Elizabeth Smart’s living nightmare began on the night of June 5, 2002 in an upscale neighborhood in Salt Lake City, Utah, when a bearded man cut the screen of an open window in her home, snuck into her bedroom, put a knife to her throat, and dragged the 14-year-old girl into the night.
Elizabeth was taken into the mountains, eventually arriving at a crude campsite hidden away just three miles from her house–close enough that she could actually hear family members yelling her name the next day. The man’s wife was waiting at the campsite, and forced Elizabeth to change into robes, after which she was told to wait inside the makeshift tent. The man then declared the young girl his new wife, raped her, and then tied a metal cord around her ankle so she could not escape. In her New York Times best-selling book, My Story, she wrote:
“Over the next nine months, Brian David Mitchell would rape me every day, sometimes multiple times a day, he would torture and brutalize me in ways that are impossible to imagine, starve and manipulate me, like I was an animal.”
Nine months after being captured, Elizabeth was spotted in public with a strange looking man and woman in a suburb of Salt Lake City, dressed in a wig with a veil covering her face. After multiple witnesses reported sightings of the girl they had seen all over national television—including America’s Most Wanted—the police ended up rescuing Elizabeth Smart and arresting her captors.
Despite a lengthy trial in which the man tried to convince jurors he was mentally insane, he would eventually be sentenced to life in prison.
In this exclusive interview, Fight the New Drug sat down with Elizabeth Smart, where she spoke in-depth for the first time about the role pornography played in one of the most recognized child abduction cases of the century.
Her powerful story shines further light on the negative effects of pornography, how it has the potential to twist the mind of the consumer, and how it can escalate to more extreme material and behavior.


**TASK REQUIREMENTS:**
Across the whole listing, filter for the string "strong" and copy every line that has it.

▼▼▼

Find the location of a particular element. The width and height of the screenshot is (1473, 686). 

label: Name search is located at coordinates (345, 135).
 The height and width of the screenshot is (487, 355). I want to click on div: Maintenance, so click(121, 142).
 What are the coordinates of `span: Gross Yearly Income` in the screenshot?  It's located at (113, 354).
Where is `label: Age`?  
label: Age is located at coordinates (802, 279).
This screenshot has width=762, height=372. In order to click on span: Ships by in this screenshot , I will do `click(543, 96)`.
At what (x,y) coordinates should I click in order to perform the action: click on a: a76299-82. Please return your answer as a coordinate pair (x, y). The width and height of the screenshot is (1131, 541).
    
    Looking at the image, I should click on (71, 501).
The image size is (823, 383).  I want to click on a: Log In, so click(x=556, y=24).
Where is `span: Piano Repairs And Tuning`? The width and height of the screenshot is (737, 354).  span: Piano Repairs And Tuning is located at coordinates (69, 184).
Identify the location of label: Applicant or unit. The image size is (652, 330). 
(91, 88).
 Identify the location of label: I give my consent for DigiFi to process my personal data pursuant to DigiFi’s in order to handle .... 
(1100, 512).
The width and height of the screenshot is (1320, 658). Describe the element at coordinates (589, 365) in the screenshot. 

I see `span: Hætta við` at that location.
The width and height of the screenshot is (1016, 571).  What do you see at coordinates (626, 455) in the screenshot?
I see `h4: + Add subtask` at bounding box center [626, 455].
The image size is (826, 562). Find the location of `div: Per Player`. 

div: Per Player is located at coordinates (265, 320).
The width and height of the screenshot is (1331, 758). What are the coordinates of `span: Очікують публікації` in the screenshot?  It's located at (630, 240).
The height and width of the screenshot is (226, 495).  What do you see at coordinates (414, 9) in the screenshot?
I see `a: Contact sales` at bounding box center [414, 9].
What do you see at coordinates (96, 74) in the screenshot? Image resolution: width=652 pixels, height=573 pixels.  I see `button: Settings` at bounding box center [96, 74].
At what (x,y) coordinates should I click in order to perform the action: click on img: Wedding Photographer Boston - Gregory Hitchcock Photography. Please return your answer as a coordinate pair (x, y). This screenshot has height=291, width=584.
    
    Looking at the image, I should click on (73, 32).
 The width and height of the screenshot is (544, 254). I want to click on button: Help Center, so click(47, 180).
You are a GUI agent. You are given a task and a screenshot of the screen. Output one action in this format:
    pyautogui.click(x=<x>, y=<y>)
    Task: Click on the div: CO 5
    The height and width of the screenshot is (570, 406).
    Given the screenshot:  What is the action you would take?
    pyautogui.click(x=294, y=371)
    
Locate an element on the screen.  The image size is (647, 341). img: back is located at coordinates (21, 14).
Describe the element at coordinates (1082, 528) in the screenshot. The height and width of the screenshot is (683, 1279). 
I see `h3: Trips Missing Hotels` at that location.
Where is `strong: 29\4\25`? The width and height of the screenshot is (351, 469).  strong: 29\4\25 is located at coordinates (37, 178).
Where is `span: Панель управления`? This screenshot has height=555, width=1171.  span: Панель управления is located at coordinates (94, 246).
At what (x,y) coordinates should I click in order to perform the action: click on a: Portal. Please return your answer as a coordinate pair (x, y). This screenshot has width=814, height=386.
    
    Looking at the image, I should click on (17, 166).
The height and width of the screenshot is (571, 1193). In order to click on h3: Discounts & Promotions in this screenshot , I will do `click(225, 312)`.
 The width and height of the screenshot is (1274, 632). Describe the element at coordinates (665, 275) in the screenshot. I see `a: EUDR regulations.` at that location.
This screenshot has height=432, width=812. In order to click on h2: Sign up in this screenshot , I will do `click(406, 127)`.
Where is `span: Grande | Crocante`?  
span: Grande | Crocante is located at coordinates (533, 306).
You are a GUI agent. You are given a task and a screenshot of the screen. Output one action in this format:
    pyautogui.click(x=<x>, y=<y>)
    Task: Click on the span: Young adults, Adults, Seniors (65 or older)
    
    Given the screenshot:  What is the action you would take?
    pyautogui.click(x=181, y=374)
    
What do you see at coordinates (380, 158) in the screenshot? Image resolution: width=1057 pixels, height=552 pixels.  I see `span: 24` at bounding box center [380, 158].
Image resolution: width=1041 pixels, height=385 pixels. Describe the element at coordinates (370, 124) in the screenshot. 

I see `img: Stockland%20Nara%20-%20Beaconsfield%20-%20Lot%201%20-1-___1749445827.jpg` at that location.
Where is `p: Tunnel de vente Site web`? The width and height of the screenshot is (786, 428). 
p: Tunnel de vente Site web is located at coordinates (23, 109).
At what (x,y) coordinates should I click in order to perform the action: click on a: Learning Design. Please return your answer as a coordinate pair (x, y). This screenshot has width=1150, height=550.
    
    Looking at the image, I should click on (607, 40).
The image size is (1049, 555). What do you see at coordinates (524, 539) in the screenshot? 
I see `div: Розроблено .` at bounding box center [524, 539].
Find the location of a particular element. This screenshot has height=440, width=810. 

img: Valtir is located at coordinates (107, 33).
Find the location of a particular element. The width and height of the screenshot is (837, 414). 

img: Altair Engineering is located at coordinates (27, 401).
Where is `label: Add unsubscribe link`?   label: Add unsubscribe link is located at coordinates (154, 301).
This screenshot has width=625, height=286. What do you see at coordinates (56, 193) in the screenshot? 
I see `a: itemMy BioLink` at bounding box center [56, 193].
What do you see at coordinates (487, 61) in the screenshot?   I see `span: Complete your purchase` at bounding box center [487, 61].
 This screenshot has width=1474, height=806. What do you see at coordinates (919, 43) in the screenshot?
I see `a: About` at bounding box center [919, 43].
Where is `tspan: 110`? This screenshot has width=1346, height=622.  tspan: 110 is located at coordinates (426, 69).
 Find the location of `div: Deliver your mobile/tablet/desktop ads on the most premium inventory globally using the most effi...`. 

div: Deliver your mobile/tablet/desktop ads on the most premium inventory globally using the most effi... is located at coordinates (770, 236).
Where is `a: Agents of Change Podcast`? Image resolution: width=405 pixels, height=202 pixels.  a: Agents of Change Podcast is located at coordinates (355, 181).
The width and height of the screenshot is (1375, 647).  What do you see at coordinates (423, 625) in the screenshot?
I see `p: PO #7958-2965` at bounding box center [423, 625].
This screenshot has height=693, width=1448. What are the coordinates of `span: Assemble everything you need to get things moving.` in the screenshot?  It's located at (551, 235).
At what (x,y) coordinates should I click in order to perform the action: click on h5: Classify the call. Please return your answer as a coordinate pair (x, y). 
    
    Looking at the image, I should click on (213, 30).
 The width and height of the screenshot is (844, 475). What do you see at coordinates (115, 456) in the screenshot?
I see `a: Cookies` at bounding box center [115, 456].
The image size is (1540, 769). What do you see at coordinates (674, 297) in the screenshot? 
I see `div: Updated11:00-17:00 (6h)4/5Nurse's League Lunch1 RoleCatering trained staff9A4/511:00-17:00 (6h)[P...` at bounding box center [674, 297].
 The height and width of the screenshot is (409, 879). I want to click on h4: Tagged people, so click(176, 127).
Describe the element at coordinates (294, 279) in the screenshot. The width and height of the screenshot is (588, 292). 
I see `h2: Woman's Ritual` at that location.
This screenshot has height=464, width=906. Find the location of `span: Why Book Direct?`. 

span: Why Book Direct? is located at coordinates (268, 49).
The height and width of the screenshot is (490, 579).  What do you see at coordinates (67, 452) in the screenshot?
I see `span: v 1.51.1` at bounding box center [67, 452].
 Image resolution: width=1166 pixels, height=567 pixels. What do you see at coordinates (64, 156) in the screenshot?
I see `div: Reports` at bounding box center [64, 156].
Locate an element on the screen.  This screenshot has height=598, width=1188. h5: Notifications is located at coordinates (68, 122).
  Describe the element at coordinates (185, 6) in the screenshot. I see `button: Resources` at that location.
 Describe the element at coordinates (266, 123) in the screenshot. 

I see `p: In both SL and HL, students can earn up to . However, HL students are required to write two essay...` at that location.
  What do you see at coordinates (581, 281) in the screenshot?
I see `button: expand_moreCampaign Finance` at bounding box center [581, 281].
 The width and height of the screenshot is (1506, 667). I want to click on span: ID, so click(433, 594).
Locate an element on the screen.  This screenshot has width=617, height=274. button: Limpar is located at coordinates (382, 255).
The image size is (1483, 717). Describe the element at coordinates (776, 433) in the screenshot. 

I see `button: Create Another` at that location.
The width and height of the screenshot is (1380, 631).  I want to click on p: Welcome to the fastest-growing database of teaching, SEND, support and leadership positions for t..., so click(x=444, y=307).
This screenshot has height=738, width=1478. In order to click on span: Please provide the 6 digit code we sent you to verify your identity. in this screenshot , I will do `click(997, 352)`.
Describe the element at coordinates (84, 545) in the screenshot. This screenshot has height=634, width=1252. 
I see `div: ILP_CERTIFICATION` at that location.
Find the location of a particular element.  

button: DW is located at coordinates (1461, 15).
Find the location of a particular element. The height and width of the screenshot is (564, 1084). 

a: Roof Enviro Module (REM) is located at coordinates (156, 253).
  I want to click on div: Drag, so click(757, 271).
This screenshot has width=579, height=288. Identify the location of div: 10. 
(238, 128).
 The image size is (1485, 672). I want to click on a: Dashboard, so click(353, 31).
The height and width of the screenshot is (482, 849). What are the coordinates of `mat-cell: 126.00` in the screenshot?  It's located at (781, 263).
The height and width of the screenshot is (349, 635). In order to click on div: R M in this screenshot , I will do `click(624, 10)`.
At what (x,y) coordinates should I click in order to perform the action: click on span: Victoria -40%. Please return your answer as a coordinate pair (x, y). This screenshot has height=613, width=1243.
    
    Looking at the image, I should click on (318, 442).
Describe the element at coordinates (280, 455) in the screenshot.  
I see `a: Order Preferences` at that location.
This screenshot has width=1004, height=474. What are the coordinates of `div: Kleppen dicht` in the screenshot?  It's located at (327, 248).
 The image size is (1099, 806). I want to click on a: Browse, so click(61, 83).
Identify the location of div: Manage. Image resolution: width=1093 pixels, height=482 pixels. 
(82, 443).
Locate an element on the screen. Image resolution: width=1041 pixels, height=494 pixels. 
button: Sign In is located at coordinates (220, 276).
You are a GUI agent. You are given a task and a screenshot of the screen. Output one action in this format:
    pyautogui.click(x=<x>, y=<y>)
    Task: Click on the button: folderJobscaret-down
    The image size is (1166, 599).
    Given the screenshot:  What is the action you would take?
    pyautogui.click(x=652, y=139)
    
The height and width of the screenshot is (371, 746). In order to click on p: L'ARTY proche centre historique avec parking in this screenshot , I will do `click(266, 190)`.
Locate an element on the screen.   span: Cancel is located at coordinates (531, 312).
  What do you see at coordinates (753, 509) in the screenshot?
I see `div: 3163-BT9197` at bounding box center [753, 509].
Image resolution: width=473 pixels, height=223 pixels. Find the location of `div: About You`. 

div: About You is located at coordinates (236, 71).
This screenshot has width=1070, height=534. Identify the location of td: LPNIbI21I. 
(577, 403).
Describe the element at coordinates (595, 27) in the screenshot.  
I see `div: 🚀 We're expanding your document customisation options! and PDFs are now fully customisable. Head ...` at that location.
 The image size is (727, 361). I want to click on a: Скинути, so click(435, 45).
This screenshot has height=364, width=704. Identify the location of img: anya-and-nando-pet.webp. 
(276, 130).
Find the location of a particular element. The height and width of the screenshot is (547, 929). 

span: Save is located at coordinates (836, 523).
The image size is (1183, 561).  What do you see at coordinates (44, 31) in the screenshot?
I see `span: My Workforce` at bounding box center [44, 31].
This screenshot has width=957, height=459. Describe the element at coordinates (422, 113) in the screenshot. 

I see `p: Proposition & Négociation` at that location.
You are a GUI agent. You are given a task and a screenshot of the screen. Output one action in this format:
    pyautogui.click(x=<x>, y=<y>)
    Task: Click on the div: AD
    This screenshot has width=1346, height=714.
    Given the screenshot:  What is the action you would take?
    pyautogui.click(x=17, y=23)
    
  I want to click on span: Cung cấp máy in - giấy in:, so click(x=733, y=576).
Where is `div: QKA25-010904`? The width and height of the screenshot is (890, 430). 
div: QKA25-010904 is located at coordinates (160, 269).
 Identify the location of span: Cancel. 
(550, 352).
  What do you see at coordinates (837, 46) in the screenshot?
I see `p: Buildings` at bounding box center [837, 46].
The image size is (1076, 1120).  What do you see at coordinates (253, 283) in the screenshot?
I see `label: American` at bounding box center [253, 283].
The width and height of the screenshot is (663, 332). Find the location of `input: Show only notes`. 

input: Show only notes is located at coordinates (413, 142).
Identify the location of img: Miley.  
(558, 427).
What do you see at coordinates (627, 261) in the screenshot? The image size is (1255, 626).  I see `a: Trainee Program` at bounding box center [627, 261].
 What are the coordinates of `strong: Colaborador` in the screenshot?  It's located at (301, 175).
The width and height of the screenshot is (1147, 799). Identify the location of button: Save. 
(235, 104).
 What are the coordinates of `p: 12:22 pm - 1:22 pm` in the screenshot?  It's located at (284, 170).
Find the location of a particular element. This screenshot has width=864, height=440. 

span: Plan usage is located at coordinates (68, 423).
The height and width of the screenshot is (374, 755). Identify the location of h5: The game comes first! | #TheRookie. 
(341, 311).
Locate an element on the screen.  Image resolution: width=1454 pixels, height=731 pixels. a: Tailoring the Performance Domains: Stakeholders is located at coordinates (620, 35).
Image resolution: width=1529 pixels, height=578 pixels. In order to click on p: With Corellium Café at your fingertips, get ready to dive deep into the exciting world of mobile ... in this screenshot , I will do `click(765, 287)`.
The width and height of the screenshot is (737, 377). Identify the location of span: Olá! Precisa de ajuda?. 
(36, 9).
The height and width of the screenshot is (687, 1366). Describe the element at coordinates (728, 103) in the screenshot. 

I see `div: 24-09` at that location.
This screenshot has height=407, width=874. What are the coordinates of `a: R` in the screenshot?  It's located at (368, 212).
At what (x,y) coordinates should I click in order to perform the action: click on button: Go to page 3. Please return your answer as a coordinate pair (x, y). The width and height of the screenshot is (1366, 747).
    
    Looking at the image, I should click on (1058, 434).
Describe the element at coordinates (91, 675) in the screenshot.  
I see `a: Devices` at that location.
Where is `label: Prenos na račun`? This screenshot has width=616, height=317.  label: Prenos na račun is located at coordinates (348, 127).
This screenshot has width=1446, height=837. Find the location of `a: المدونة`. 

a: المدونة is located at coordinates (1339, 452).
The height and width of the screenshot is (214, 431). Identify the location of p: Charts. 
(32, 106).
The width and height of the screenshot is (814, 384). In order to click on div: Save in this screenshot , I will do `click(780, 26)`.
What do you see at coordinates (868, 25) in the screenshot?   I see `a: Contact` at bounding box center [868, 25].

▲▲▲

**YOUR SOLUTION:**
Where is `strong: 29\4\25`? The width and height of the screenshot is (351, 469).  strong: 29\4\25 is located at coordinates (37, 178).
 What are the coordinates of `strong: Colaborador` in the screenshot?  It's located at (301, 175).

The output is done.